Home >>Editor's Choice

中文环球网

True Xinjiang

search

China's record C-section rate due to greed, fear

  • Source: Global Times
  • [13:21 May 11 2010]
  • Comments

Doctors who may be motivated by financial gain are under the spotlight, following the World Health Organization's announcement in February that 46 percent of the babies born in China between October 2007 and May 2008 were delivered by Caesarean section. The rate is three times higher than WHO's alarm level of 15 percent, and it also means that the country now has the world's highest rate of C-section deliveries.

According to a doctor from Henan Province, the cost of a natural delivery is 500 yuan ($73), but the fee for a C-section is more than 1,000 yuan ($146).

Doctors around the world normally recommend a C-section when a natural delivery may put the baby or mother at risk, but many women in China opt for the Caesarean because a doctor has persuaded them that a C-section is safer and easier.

Statistics from the Beijing Public Health Information Center in 2006 show that, from the 1950s to the 1970s, China's C-section rate was about 5 percent but, in the 1990s, the number surged to 40 percent to 60 percent.

In addition, a fear of litigation may also explain the country's C-section rate.

As a natural delivery is more time-consuming and risky, the likelihood of a medical dispute is higher.

A director of a maternal and child health hospital in Shandong Province, surnamed Zhao, said childbirth is a complex and risky process and both hospital and patients are unwilling to take risks.

This means that many doctors prefer performing a Caesarean in order to lower the possibility of a medical dispute.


- TASK OBJECTIVE: Given the records below, transcribe each of them exactly.

- GIVEN RECORDS:
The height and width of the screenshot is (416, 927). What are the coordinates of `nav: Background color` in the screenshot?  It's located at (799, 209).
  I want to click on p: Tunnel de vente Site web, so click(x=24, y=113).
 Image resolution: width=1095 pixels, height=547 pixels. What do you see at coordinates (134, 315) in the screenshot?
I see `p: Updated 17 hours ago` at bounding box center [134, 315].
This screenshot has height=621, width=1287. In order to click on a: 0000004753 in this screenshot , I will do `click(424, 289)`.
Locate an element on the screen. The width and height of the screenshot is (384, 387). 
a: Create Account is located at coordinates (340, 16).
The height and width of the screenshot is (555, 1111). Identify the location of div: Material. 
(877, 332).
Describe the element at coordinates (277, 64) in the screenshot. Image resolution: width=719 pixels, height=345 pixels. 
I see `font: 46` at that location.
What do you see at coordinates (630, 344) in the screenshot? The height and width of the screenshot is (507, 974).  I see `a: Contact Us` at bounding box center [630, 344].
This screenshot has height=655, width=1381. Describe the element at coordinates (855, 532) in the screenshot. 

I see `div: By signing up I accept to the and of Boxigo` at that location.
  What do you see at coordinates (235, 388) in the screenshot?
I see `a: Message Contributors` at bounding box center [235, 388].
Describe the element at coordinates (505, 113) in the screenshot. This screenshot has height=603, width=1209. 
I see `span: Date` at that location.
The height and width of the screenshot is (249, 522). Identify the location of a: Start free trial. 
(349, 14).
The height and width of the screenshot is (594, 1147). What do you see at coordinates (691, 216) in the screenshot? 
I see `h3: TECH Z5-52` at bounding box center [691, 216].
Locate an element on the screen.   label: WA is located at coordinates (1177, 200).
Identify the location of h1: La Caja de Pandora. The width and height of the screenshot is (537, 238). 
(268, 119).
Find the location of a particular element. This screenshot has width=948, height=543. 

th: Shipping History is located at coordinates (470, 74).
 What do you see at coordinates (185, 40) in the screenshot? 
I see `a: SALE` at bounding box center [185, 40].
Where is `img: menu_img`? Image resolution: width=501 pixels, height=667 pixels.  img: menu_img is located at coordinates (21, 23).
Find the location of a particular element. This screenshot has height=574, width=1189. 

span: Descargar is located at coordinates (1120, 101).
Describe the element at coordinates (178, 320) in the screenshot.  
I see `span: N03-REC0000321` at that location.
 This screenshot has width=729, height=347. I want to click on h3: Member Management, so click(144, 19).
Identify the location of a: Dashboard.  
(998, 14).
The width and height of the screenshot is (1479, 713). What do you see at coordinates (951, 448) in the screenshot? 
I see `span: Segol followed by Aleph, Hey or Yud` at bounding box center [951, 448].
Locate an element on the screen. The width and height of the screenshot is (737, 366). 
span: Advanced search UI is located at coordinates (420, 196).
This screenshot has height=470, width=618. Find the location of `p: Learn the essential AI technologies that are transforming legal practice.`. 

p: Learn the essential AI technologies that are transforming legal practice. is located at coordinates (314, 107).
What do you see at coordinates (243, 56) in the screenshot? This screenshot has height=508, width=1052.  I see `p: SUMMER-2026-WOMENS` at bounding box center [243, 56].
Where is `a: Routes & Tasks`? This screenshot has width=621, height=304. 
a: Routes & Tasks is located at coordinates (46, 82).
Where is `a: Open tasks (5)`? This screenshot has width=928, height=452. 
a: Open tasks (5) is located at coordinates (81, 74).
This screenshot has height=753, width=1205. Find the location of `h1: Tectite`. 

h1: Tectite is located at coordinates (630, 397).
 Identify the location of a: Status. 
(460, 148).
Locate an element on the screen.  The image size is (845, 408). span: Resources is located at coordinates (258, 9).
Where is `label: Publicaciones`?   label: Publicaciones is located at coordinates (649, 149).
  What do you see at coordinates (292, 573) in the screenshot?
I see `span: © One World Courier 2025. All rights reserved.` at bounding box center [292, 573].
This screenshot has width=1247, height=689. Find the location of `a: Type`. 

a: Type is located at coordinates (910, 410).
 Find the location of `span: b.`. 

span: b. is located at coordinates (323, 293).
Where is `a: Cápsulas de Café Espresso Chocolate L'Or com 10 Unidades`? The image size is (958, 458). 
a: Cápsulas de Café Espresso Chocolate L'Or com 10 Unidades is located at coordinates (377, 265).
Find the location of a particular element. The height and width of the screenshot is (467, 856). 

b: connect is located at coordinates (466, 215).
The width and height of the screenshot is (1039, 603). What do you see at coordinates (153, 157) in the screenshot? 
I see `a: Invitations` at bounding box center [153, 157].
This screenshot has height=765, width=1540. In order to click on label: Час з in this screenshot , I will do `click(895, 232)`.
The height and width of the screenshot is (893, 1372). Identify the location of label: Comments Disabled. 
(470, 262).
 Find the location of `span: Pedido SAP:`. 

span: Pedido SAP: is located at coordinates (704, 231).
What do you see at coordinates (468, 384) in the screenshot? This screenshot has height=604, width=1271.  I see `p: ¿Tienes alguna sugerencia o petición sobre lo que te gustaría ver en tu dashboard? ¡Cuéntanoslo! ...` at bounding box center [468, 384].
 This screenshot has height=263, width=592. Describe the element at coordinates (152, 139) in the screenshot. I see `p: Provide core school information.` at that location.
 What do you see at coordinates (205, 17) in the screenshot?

- PROBLEM SOLUTION:
The height and width of the screenshot is (416, 927). What are the coordinates of `nav: Background color` in the screenshot?  It's located at (799, 209).
  I want to click on p: Tunnel de vente Site web, so click(x=24, y=113).
 Image resolution: width=1095 pixels, height=547 pixels. What do you see at coordinates (134, 315) in the screenshot?
I see `p: Updated 17 hours ago` at bounding box center [134, 315].
This screenshot has height=621, width=1287. In order to click on a: 0000004753 in this screenshot , I will do `click(424, 289)`.
Locate an element on the screen. The width and height of the screenshot is (384, 387). 
a: Create Account is located at coordinates (340, 16).
The height and width of the screenshot is (555, 1111). Identify the location of div: Material. 
(877, 332).
Describe the element at coordinates (277, 64) in the screenshot. Image resolution: width=719 pixels, height=345 pixels. 
I see `font: 46` at that location.
What do you see at coordinates (630, 344) in the screenshot? The height and width of the screenshot is (507, 974).  I see `a: Contact Us` at bounding box center [630, 344].
This screenshot has height=655, width=1381. Describe the element at coordinates (855, 532) in the screenshot. 

I see `div: By signing up I accept to the and of Boxigo` at that location.
  What do you see at coordinates (235, 388) in the screenshot?
I see `a: Message Contributors` at bounding box center [235, 388].
Describe the element at coordinates (505, 113) in the screenshot. This screenshot has height=603, width=1209. 
I see `span: Date` at that location.
The height and width of the screenshot is (249, 522). Identify the location of a: Start free trial. 
(349, 14).
The height and width of the screenshot is (594, 1147). What do you see at coordinates (691, 216) in the screenshot? 
I see `h3: TECH Z5-52` at bounding box center [691, 216].
Locate an element on the screen.   label: WA is located at coordinates (1177, 200).
Identify the location of h1: La Caja de Pandora. The width and height of the screenshot is (537, 238). 
(268, 119).
Find the location of a particular element. This screenshot has width=948, height=543. 

th: Shipping History is located at coordinates (470, 74).
 What do you see at coordinates (185, 40) in the screenshot? 
I see `a: SALE` at bounding box center [185, 40].
Where is `img: menu_img`? Image resolution: width=501 pixels, height=667 pixels.  img: menu_img is located at coordinates (21, 23).
Find the location of a particular element. This screenshot has height=574, width=1189. 

span: Descargar is located at coordinates (1120, 101).
Describe the element at coordinates (178, 320) in the screenshot.  
I see `span: N03-REC0000321` at that location.
 This screenshot has width=729, height=347. I want to click on h3: Member Management, so click(144, 19).
Identify the location of a: Dashboard.  
(998, 14).
The width and height of the screenshot is (1479, 713). What do you see at coordinates (951, 448) in the screenshot? 
I see `span: Segol followed by Aleph, Hey or Yud` at bounding box center [951, 448].
Locate an element on the screen. The width and height of the screenshot is (737, 366). 
span: Advanced search UI is located at coordinates (420, 196).
This screenshot has height=470, width=618. Find the location of `p: Learn the essential AI technologies that are transforming legal practice.`. 

p: Learn the essential AI technologies that are transforming legal practice. is located at coordinates (314, 107).
What do you see at coordinates (243, 56) in the screenshot? This screenshot has height=508, width=1052.  I see `p: SUMMER-2026-WOMENS` at bounding box center [243, 56].
Where is `a: Routes & Tasks`? This screenshot has width=621, height=304. 
a: Routes & Tasks is located at coordinates (46, 82).
Where is `a: Open tasks (5)`? This screenshot has width=928, height=452. 
a: Open tasks (5) is located at coordinates (81, 74).
This screenshot has height=753, width=1205. Find the location of `h1: Tectite`. 

h1: Tectite is located at coordinates (630, 397).
 Identify the location of a: Status. 
(460, 148).
Locate an element on the screen.  The image size is (845, 408). span: Resources is located at coordinates (258, 9).
Where is `label: Publicaciones`?   label: Publicaciones is located at coordinates (649, 149).
  What do you see at coordinates (292, 573) in the screenshot?
I see `span: © One World Courier 2025. All rights reserved.` at bounding box center [292, 573].
This screenshot has width=1247, height=689. Find the location of `a: Type`. 

a: Type is located at coordinates (910, 410).
 Find the location of `span: b.`. 

span: b. is located at coordinates (323, 293).
Where is `a: Cápsulas de Café Espresso Chocolate L'Or com 10 Unidades`? The image size is (958, 458). 
a: Cápsulas de Café Espresso Chocolate L'Or com 10 Unidades is located at coordinates (377, 265).
Find the location of a particular element. The height and width of the screenshot is (467, 856). 

b: connect is located at coordinates (466, 215).
The width and height of the screenshot is (1039, 603). What do you see at coordinates (153, 157) in the screenshot? 
I see `a: Invitations` at bounding box center [153, 157].
This screenshot has height=765, width=1540. In order to click on label: Час з in this screenshot , I will do `click(895, 232)`.
The height and width of the screenshot is (893, 1372). Identify the location of label: Comments Disabled. 
(470, 262).
 Find the location of `span: Pedido SAP:`. 

span: Pedido SAP: is located at coordinates (704, 231).
What do you see at coordinates (468, 384) in the screenshot? This screenshot has height=604, width=1271.  I see `p: ¿Tienes alguna sugerencia o petición sobre lo que te gustaría ver en tu dashboard? ¡Cuéntanoslo! ...` at bounding box center [468, 384].
 This screenshot has height=263, width=592. Describe the element at coordinates (152, 139) in the screenshot. I see `p: Provide core school information.` at that location.
 What do you see at coordinates (205, 17) in the screenshot?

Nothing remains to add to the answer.